Street Trash (1987)
5/10
A trashy tale of down-and-outs with a serious drink problem.
23 January 2009
When a liquor store owner discovers a crate of 60 year old alcoholic beverage called Viper hidden in his basement, he decides to get shot of it by flogging it to the local hobo population for $1 a bottle. Rather than cough up a buck, filthy tramp Fred swipes a bottle of Viper (although why he doesn't nick something better is beyond me) but can't seem to hang on to his booze long enough to sample it.

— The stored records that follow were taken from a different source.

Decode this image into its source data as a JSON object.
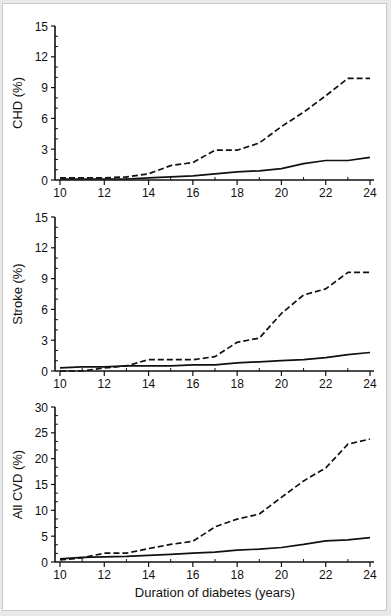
{
  "figure": {
    "xlabel": "Duration of diabetes (years)"
  },
  "chart_data": [
    {
      "type": "line",
      "title": "",
      "ylabel": "CHD (%)",
      "xlabel": "",
      "xlim": [
        10,
        24
      ],
      "ylim": [
        0,
        15
      ],
      "xticks": [
        10,
        12,
        14,
        16,
        18,
        20,
        22,
        24
      ],
      "yticks": [
        0,
        3,
        6,
        9,
        12,
        15
      ],
      "x": [
        10,
        11,
        12,
        13,
        14,
        15,
        16,
        17,
        18,
        19,
        20,
        21,
        22,
        23,
        24
      ],
      "series": [
        {
          "name": "dashed",
          "style": "dashed",
          "values": [
            0.2,
            0.2,
            0.2,
            0.3,
            0.6,
            1.4,
            1.7,
            2.9,
            2.9,
            3.6,
            5.2,
            6.6,
            8.2,
            9.9,
            9.9
          ]
        },
        {
          "name": "solid",
          "style": "solid",
          "values": [
            0.1,
            0.1,
            0.1,
            0.1,
            0.2,
            0.3,
            0.4,
            0.6,
            0.8,
            0.9,
            1.1,
            1.6,
            1.9,
            1.9,
            2.2
          ]
        }
      ],
      "grid": false,
      "legend": "none"
    },
    {
      "type": "line",
      "title": "",
      "ylabel": "Stroke (%)",
      "xlabel": "",
      "xlim": [
        10,
        24
      ],
      "ylim": [
        0,
        15
      ],
      "xticks": [
        10,
        12,
        14,
        16,
        18,
        20,
        22,
        24
      ],
      "yticks": [
        0,
        3,
        6,
        9,
        12,
        15
      ],
      "x": [
        10,
        11,
        12,
        13,
        14,
        15,
        16,
        17,
        18,
        19,
        20,
        21,
        22,
        23,
        24
      ],
      "series": [
        {
          "name": "dashed",
          "style": "dashed",
          "values": [
            0.0,
            0.0,
            0.3,
            0.5,
            1.1,
            1.1,
            1.1,
            1.4,
            2.8,
            3.2,
            5.6,
            7.4,
            8.0,
            9.6,
            9.6
          ]
        },
        {
          "name": "solid",
          "style": "solid",
          "values": [
            0.3,
            0.4,
            0.4,
            0.5,
            0.5,
            0.5,
            0.6,
            0.6,
            0.8,
            0.9,
            1.0,
            1.1,
            1.3,
            1.6,
            1.8
          ]
        }
      ],
      "grid": false,
      "legend": "none"
    },
    {
      "type": "line",
      "title": "",
      "ylabel": "All CVD (%)",
      "xlabel": "Duration of diabetes (years)",
      "xlim": [
        10,
        24
      ],
      "ylim": [
        0,
        30
      ],
      "xticks": [
        10,
        12,
        14,
        16,
        18,
        20,
        22,
        24
      ],
      "yticks": [
        0,
        5,
        10,
        15,
        20,
        25,
        30
      ],
      "x": [
        10,
        11,
        12,
        13,
        14,
        15,
        16,
        17,
        18,
        19,
        20,
        21,
        22,
        23,
        24
      ],
      "series": [
        {
          "name": "dashed",
          "style": "dashed",
          "values": [
            0.4,
            0.8,
            1.7,
            1.7,
            2.6,
            3.4,
            4.0,
            6.8,
            8.3,
            9.3,
            12.5,
            15.7,
            18.2,
            22.8,
            23.8
          ]
        },
        {
          "name": "solid",
          "style": "solid",
          "values": [
            0.6,
            0.9,
            1.0,
            1.1,
            1.3,
            1.5,
            1.7,
            1.9,
            2.3,
            2.5,
            2.8,
            3.4,
            4.1,
            4.3,
            4.7
          ]
        }
      ],
      "grid": false,
      "legend": "none"
    }
  ]
}
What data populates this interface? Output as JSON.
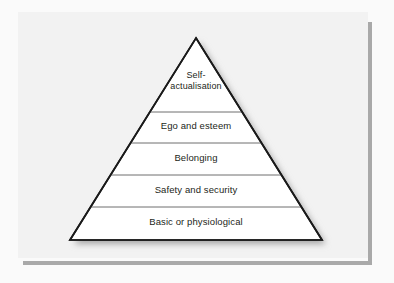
{
  "figure": {
    "kind": "pyramid-diagram",
    "tier_count": 5
  },
  "canvas": {
    "width": 394,
    "height": 283,
    "page_background": "#fafafa"
  },
  "panel": {
    "background": "#f2f2f2",
    "shadow_color": "#a9a9a9"
  },
  "pyramid": {
    "fill": "#ffffff",
    "outline_color": "#1a1a1a",
    "divider_color": "#6e6e6e",
    "shadow_color": "#b5b5b5",
    "apex": {
      "x": 196,
      "y": 38
    },
    "base_left": {
      "x": 70,
      "y": 240
    },
    "base_right": {
      "x": 322,
      "y": 240
    },
    "divider_y": [
      112,
      143,
      175,
      207
    ],
    "tiers": [
      {
        "index": 0,
        "level": 5,
        "label": "Self-\nactualisation",
        "label_oneline": "Self-actualisation"
      },
      {
        "index": 1,
        "level": 4,
        "label": "Ego and esteem",
        "label_oneline": "Ego and esteem"
      },
      {
        "index": 2,
        "level": 3,
        "label": "Belonging",
        "label_oneline": "Belonging"
      },
      {
        "index": 3,
        "level": 2,
        "label": "Safety and security",
        "label_oneline": "Safety and security"
      },
      {
        "index": 4,
        "level": 1,
        "label": "Basic or physiological",
        "label_oneline": "Basic or physiological"
      }
    ]
  }
}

This turns out to be rather fortunate for the light-fingered vagrant, since Viper turns out to have the tendency to melt anyone who drinks it!

A low-budget, Troma-style comedy/horror that aims to mix outrageous scenes of bad taste with gloopy special effects and broad comedy, Street Trash has attained something of a loyal cult following since its initial release in 1987. Personally, I can't quite see what the fuss is about: director Jim Muro occasionally achieves a satisfying balance of tastelessness and gross-out humour, but for the majority of the running time, his movie just isn't offensive enough to be shocking, bloody enough to be horrifying, or clever enough to be funny.

Furthermore, the narrative structure for Street Trash is almost as messy as one of its melted tramps, with its tale of dissolving drunks clumsily intertwined with several other random story lines: there's a dreary sub-plot featuring a hard-as-nails cop who is out to capture a psychotic Vietnam veteran, an unlikely romance that blossoms between Fred's teenage brother and an Asian chick sporting nasty 80s hair and makeup, and some rubbish about a smart mouthed doorman who runs into a spot of trouble with his mafia boss.

As for the much trumpeted 'melt' scenes, they are (with the exception of one impressive exploding hobo) very unconvincing, the victims dissolving into piles of what looks like fruit puree and multi-coloured paint.

Still, I suppose a viewing of this movie is still worthwhile thanks to its classic 'piggy-in-the-middle-with-a-severed-penis' scene, the moment where a hugely overweight, bald sleaze-bag indulges in a spot of non-explicit necrophilia (always good for a laugh), and the OTT finale in which a character is decapitated by a flying compressed-air cylinder.